SI
SI
discoversearch

We've detected that you're using an ad content blocking browser plug-in or feature. Ads provide a critical source of revenue to the continued operation of Silicon Investor.  We ask that you disable ad blocking while on Silicon Investor in the best interests of our community.  If you are not using an ad blocker but are still receiving this message, make sure your browser's tracking protection is set to the 'standard' level.
Technology Stocks : AUTOHOME, Inc -- Ignore unavailable to you. Want to Upgrade?


To: tom offenbach who wrote (19275)1/26/2000 10:11:00 AM
From: Frank A. Coluccio  Respond to of 29970
 
Hello Tom,

IMO, your points are all well taken, but they would be more poignant ones if the leaders at the top MSOs were in alignment with you.

".. as the supply and access/availability of/to broadband services increases."

With the exception of some level of relief afforded by T's Lightwire if and when they begin to deploy it, most of the others seem to be fat, dumb and happy now, having already done what they consider to be sufficient levels of upgrades. Even in T's case, despite Armstrong's trivializing the matter of congestion yesterday by effectively stating, "all we have to do is go out and add fiber in the field," they are holding LW out as their ace in the hole.. but even here they do so primarily to extend the life of HFC, although with a little more work they can approach the fat IP pipe capabilities you referenced.

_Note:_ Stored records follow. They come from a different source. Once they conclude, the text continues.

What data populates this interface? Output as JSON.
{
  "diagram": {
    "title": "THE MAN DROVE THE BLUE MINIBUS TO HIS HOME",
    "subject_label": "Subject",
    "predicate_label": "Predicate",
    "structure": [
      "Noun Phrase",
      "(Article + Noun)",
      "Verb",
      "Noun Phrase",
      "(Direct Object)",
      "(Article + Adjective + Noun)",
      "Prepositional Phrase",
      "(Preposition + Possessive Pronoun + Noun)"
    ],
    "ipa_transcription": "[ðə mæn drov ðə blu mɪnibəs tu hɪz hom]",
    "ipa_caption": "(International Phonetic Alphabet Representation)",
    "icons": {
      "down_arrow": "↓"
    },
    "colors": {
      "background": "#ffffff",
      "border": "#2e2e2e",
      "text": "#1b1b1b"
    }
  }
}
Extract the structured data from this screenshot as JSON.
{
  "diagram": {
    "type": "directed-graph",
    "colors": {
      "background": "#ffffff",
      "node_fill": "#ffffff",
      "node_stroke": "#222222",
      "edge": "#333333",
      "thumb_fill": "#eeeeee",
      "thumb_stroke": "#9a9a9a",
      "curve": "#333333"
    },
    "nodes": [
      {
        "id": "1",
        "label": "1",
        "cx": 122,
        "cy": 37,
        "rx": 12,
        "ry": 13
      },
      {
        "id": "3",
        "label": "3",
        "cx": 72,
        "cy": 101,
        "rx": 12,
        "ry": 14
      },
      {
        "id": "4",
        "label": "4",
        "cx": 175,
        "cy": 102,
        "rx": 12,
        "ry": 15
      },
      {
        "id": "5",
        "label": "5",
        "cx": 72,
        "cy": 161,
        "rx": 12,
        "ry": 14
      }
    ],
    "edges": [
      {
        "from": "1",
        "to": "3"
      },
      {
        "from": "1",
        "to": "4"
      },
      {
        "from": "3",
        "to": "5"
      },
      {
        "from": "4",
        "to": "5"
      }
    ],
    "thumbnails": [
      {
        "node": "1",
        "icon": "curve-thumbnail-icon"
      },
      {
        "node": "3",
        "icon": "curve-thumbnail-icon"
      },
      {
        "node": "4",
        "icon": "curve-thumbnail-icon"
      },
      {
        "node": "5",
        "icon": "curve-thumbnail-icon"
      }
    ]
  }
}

It's still unclear to me whether they will make that transition at this time. They have considered it in a LW2 version, but they must still take into account the financials (depreciation, cost justifications, and not just a little bit of face saving) i.c.w the still ongoing HFC upgrades which would be partially cannibalized, effectively, in the process.

The HFC upgrades which the MSOs have completed or in the process of completing, btw, are now proving themselves to be inadequate for the kind of two way high capacity broadband pipes which will be needed in the near future due to the many constraints which we've covered here in the past, before. Right now we're in the top half of the first inning, and signs of stress are already showing in some parts.

By the time we get into the 3rd od 4th innings, we're going to see a profound uptick in the number of unhappy users. Today's casual surfers and the entertainment downloaders who lie just over the horizon will use more bandwidth resources than yesterday's telecommuting power users. Actually, today's casual surfer on broadand cable and dsl will use orders of magnitude more bandwidth than earlier power users of the 1996-1998 time frame, if you care to look at it in those terms.

While I see room for your assessment to be right on the money at some point, I don't see commoditization happening here yet in the last mile just yet, to the extent that it would be possible under more competitive circumstances. Instead, I see an iron grip on bandwidth availability being maintained by the franchise holders, tantamount to controlling supply in the classic way which their monopoly statuses have allowed over time, whether intentional or due to a set of causalities which occurred purely out of happenstance, or otherwise.

Trnasistors are also commodities, but that doesn't prevent AMD and others from attempting to overrun Intel at some point through improved efficiencies and innovations. And so it will be with bandwidth, if other competitive entities are allowed in, or choose to use their existing rights of way, such as the power utilities seem prepared to do at some point.